Only one little boy gave Vilda Sutherlin a hard time on an Old Capitol Museum tour.
She calmly explained he had two options: He could cooperate and finish the tour with the rest of the group or stay behind and wait at the door.
He continued with the tour.
Being a grandmother, she said, "gives you an out."
"If you are the positive person, it will work," Sutherlin said.
Sutherlin, 84, has worked as an Old Capitol Museum docent for more than 30 years — since 1977. She began her position just a year after the one-time state Capitol opened as a museum.
It was the ideal position for a volunteer who loves people and loves history, she said.
She has led tours for school children, adults, college students, and international visitors.
Sutherlin always felt a personal sense of belonging and love for the building — which is why she had a terrible feeling in her stomach in November 2001, when she learned it had caught on fire.
Five years and $5 million later, the Old Capitol Museum welcomed the public again. And Sutherlin returned to her position, just as she had hoped she could.
Two stylized paintings of the one-time seat of state government hang in separate rooms of her Oaknoll Community apartment, a visual symbol of her love of the building.

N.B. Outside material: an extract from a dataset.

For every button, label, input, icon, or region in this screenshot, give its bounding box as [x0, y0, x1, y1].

Family pictures of smiling grandchildren and her own straight-faced grandparents hang on the walls.
She immediately knew she would marry him. But much to her consternation, it took him awhile to ask her out on a date.

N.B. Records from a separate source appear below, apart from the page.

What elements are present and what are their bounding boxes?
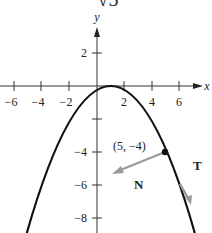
x-axis-label: x [203,79,210,93]
x-tick-label: 2 [121,95,127,109]
x-tick-label: −6 [5,95,18,109]
normal-vector: N [112,152,165,192]
x-tick-label: −2 [60,95,73,109]
header-partial-text: √5 [98,0,119,10]
point-marker [162,149,168,155]
point-label: (5, −4) [113,139,146,153]
y-axis: y 2 −4 −6 −8 [74,10,102,233]
y-tick-label: 2 [81,46,87,60]
y-tick-label: −4 [74,145,87,159]
tangent-vector-label: T [193,158,202,173]
y-axis-arrow-icon [94,27,100,37]
x-axis: x −6 −4 −2 2 4 6 [0,79,210,109]
x-tick-label: −4 [32,95,45,109]
normal-arrow-icon [112,166,124,174]
y-tick-label: −8 [74,211,87,225]
y-tick-label: −6 [74,178,87,192]
y-axis-label: y [93,10,100,24]
parabola-curve [27,86,195,233]
x-tick-label: 6 [176,95,182,109]
x-axis-arrow-icon [193,83,203,89]
x-tick-label: 4 [149,95,155,109]
parabola-figure: √5 y 2 −4 −6 −8 x [0,0,212,233]
normal-vector-label: N [134,177,144,192]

"I almost wanted to say, ‘Where were you?’ but I didn’t," Sutherlin said.
The couple had a son and a daughter.
Mary Oxford and her family had been neighbors with the Sutherlins since the early 1960s. Since Robert passed away, the two women have formed a tight bond.
"She does so many things for people," Oxford said. "She’s just a caregiver."
Shalla Ashworth, the director of operations for the Old Capitol Museum and the Museum of Natural History, worked at the museum first as a student and later as director. She has worked with Sutherlin since 1991.
"It’s a wonderful experience to work with volunteers such as Vilda, because they bring with them such enormous knowledge," Ashworth said. "Not just because they have experienced life so long, but because they have been out in the world."
Ashworth nominated Sutherlin, then Director, for the Governor’s Volunteer Award, which she was awarded in 2000.
When Sutherlin isn’t leading tours at the Old Capitol, she volunteers at her church, Gloria Dei Lutheran, and Mercy Hospital, and she visits residents at nursing homes.
It’s a hectic life, but Sutherlin doesn’t plan on stopping anytime soon.
"I wouldn’t know how to go any other way," she said.